Why are we all talking like corporate copyright lawyers or marketing ghouls, using these explicitly commercial terms
I'm disappointed by the ease at which "IP" rolls off my tongue. I mean, most of the fiction and entertainment we surround ourselves with are more soulless corporate slop than art, but still
i like referring to the more repugnant slop as "IP" because it adds a little fart into the room where people believe any of it is being squeezed out for artistic merit.
if it's something i like, i say "universe", "mythos" or "by the same people as [x]"
It fits nicely when talking about shared fiction, but video games can instead use non-narrative elements like gameplay mechanics as the shared element that gets built on
if there's no shared fictional world then I think "franchise" really is the best word for it
Thanks I hate it. Franchise is capitalist jargon in this context: the commercial licensing sense is from 1966.
loosely connected video game installments with shared gameplay elements but no broader shared fictional universe were invented way after that. they are also a product of capitalism, and the model was assuredly influenced by the franchise concept
is there a pre-capitalist literary device that corresponds? I can't think of one
I just wish there was a word that didn't also make me think of fast food chains
“IP” only rolls off my tongue satirically. Corpo speak fuck off. Michael Wisecrack Burns: How Corporate Jargon Took Over Our Lives
I found a YouTube link in your comment. Here are links to the same video on alternative frontends that protect your privacy:
"Cycle", perhaps, but people would assume you were talking about, like, the Epic Cycle, Carolingian Cycle, Manas, et cetera. So it might feel a bit odd to refer to the complete body of comics, TV series, movies, songs, and fan content as the "Sailor Moon Cycle" like it's a millennium-old epic poem passed down by oral storytellers for generations.
Don't people say "universe"? DC universe, Marvel universe, etcetera
All Final Fantasy games share certain elements but they don't generally take place in the same universe outside of rare cross-over games. I feel like the word universe also places too much emphasis on fictional continuity, whereas the words IP or franchise can encompass anything made under that umbrella even they are entirely separate narratively
I also thought about the word "series" but that's also kind of limited in its scope. I wouldn't call all the Resident Evil games a single series of games, for example. There are the main numbered titles but you also have a bazillion spinoffs with different game mechanics as well as remakes of existing titles and they all influence each other
True yeah people go a bit nuts like trying to explain how Bloodborne and Elden Ring share a universe because of the arcane stat and some art assets and
actually fromsoft might do it
please from soft
do something
anything
ShowPeople use series and sub-series or side-series for stuff like that. I think it works.
I think the term is Expanded Universe, Star Wars has got it too.
Things can identifiably belong to the same
property
but not share any narrative elementsidk I feel like "canon" does not have to imply any narrative continuity? like "canon of [author]" does not imply any relatedness of the author's works beyond the authorship itself
Good point- I've seen the word used in its popular culture sense so much I forgot its original meaning.
However, most franchises consist of works by multiple often work-for-hire authors
Reminder that intellectual property is a bullshit term used by corpos to control media production and peoples attitudes toward copyright.
https://www.gnu.org/philosophy/not-ipr.html
Continuing to use it makes you a lib. You can use terms like "series" "text" "artistic works" "trademarked brand" etc.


Your assignment> If a line in the data below includes the string "Image", please return a copy of it.
╭─ Provided data
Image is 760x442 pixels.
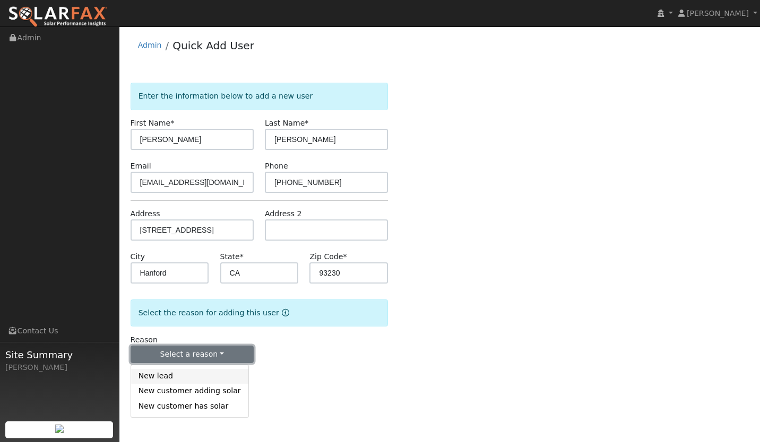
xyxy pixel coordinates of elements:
╰─
╭─ Provided data
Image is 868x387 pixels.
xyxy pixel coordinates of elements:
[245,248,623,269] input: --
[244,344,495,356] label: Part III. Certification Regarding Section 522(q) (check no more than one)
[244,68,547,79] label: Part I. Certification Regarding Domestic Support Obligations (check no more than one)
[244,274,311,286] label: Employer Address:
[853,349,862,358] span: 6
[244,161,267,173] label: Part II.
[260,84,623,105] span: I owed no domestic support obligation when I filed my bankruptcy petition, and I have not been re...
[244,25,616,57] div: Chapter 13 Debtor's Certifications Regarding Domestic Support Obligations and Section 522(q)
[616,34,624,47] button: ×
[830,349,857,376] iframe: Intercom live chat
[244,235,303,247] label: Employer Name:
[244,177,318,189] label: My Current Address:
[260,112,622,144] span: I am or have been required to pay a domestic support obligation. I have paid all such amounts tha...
╰─
Answer to this task>
Image is 760x442 pixels.
Image is 868x387 pixels.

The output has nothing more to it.